Not long after Chicago prosecutors levelled 10 counts of aggravated criminal sexual abuse against him, federal prosecutors in both Illinois and New York indicted Kelly in 2019.

Disgraced and reportedly facing financial ruin, Kelly has been imprisoned without bail since the federal charges came out.

But he still has yet to be tried for crimes in the three other jurisdictions, including Chicago federal court, where a trial is due to begin August 15.

Cassidy Hutchinson: The ex-Trump footsoldier with a 'smoking gun'

Her name evokes an outlaw in the American Old West, and Cassidy Hutchinson did not disappoint as the young gunslinger gave it to Donald Trump with both barrels.

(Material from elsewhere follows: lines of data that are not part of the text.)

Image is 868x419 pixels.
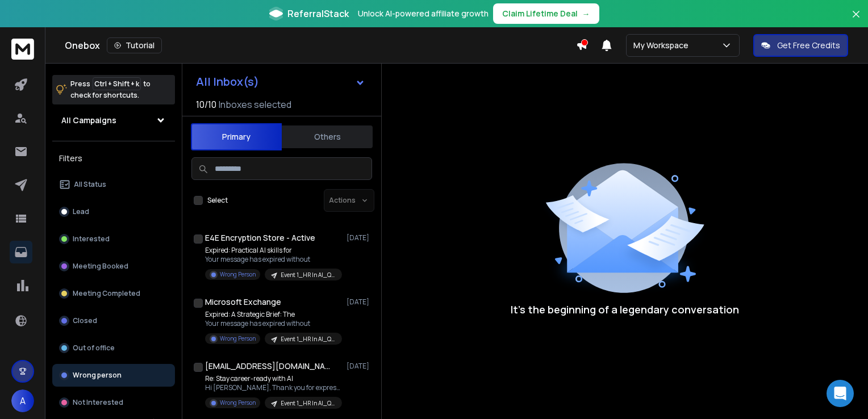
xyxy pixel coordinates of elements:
button: Meeting Completed [52,282,175,305]
div: Onebox [65,37,576,53]
p: Unlock AI-powered affiliate growth [358,8,488,19]
p: Expired: A Strategic Brief: The [205,310,342,319]
p: All Status [74,180,106,189]
h1: All Inbox(s) [196,76,259,88]
p: Wrong Person [220,270,255,279]
span: → [583,8,590,19]
p: [DATE] [347,362,372,371]
p: Re: Stay career-ready with AI [205,374,342,383]
p: Get Free Credits [778,40,841,51]
span: ReferralStack [288,7,349,21]
button: Primary [191,123,282,151]
button: Lead [52,200,175,223]
button: Claim Lifetime Deal→ [493,3,599,24]
h1: [EMAIL_ADDRESS][DOMAIN_NAME] [205,360,330,372]
button: Interested [52,228,175,250]
h1: All Campaigns [61,114,117,126]
button: Wrong person [52,364,175,387]
button: Tutorial [107,37,162,53]
button: Others [282,124,373,149]
p: Expired: Practical AI skills for [205,246,342,255]
p: It’s the beginning of a legendary conversation [511,301,739,317]
button: Meeting Booked [52,255,175,277]
p: Event 1_HR In AI_Qatar_HR General Profiles Batch 1 [281,399,335,407]
h3: Filters [52,151,175,166]
p: Wrong person [73,371,122,380]
p: Wrong Person [220,335,255,343]
p: Your message has expired without [205,255,342,264]
h1: Microsoft Exchange [205,296,281,308]
p: [DATE] [347,234,372,243]
p: Not Interested [73,397,124,407]
p: Interested [73,234,109,243]
button: Closed [52,310,175,332]
button: All Status [52,173,175,195]
button: All Campaigns [52,109,175,132]
button: Out of office [52,336,175,359]
p: Meeting Completed [73,289,140,298]
div: Open Intercom Messenger [827,380,854,407]
p: [DATE] [347,297,372,306]
p: Press to check for shortcuts. [70,79,151,101]
p: Hi [PERSON_NAME], Thank you for expressing [205,383,342,393]
label: Select [207,195,228,205]
p: Out of office [73,344,114,353]
span: 10 / 10 [196,98,216,111]
p: Closed [73,316,97,325]
button: Close banner [849,7,864,34]
p: Event 1_HR In AI_Qatar_HR General Profiles Batch 2 [281,271,335,279]
p: Wrong Person [220,398,255,407]
p: Your message has expired without [205,319,342,328]
h1: E4E Encryption Store - Active [205,232,315,243]
button: All Inbox(s) [187,70,375,93]
button: A [12,389,34,412]
span: Ctrl + Shift + k [93,77,141,90]
button: Get Free Credits [754,34,848,57]
p: Lead [73,207,90,216]
p: Meeting Booked [73,262,129,271]
p: Event 1_HR In AI_Qatar_Top_Senior Mgmnt Batch 1 [281,335,335,344]
p: My Workspace [633,40,693,51]
h3: Inboxes selected [219,98,292,111]
button: Not Interested [52,391,175,414]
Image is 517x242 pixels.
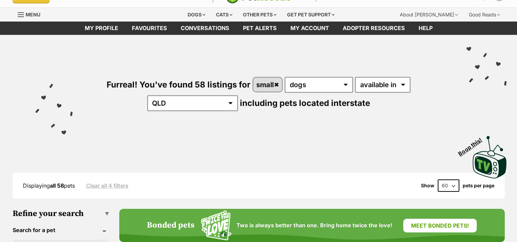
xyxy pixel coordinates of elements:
[211,8,237,22] div: Cats
[236,22,283,35] a: Pet alerts
[183,8,210,22] div: Dogs
[457,132,488,157] span: Boop this!
[86,182,128,188] a: Clear all 4 filters
[50,182,64,189] strong: all 58
[395,8,462,22] div: About [PERSON_NAME]
[236,222,392,228] span: Two is always better than one. Bring home twice the love!
[421,183,434,188] span: Show
[23,182,75,189] span: Displaying pets
[26,12,40,17] span: Menu
[174,22,236,35] a: conversations
[462,183,494,188] label: pets per page
[125,22,174,35] a: Favourites
[240,98,370,108] span: including pets located interstate
[472,136,506,178] img: PetRescue TV logo
[18,8,45,20] a: Menu
[13,227,109,233] header: Search for a pet
[336,22,411,35] a: Adopter resources
[78,22,125,35] a: My profile
[282,8,339,22] div: Get pet support
[283,22,336,35] a: My account
[238,8,281,22] div: Other pets
[13,209,109,218] h3: Refine your search
[253,77,282,91] a: small
[411,22,439,35] a: Help
[147,221,194,230] h4: Bonded pets
[472,130,506,180] a: Boop this!
[201,210,231,240] img: Squiggle
[107,80,250,89] span: Furreal! You've found 58 listings for
[403,218,476,232] a: Meet bonded pets!
[464,8,504,22] div: Good Reads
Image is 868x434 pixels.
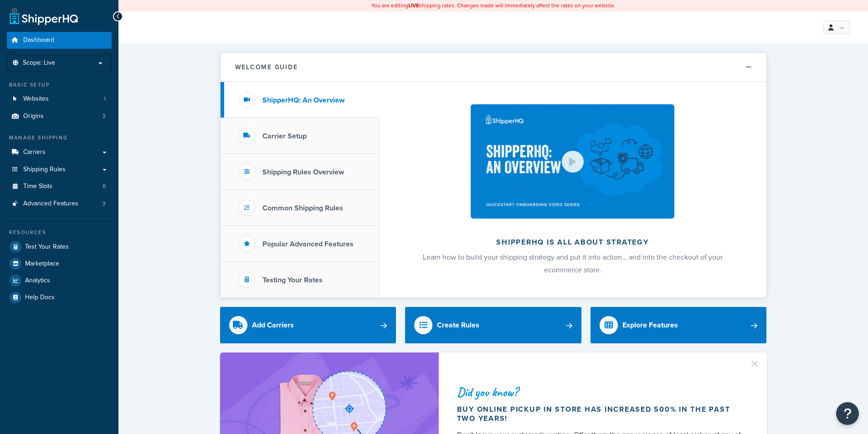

Once an ardently loyal footsoldier in the former commander-in-chief’s posse, Hutchinson turned sheriff Tuesday as she fired off a volley of allegations without historical parallel against an American president.

In a blockbuster appearance before the House committee investigating last year’s attack on the US Capitol, the top former White House aide delivered what opponents hope will be the evidence needed to run Trump out of town.

“This is the smoking gun,” Sol Wisenberg, a former deputy to Bill Clinton impeachment investigator Ken Starr, told The New York Times of Hutchinson’s testimony. 

“There isn’t any question this establishes a prima facie case for his criminal culpability on seditious conspiracy charges.”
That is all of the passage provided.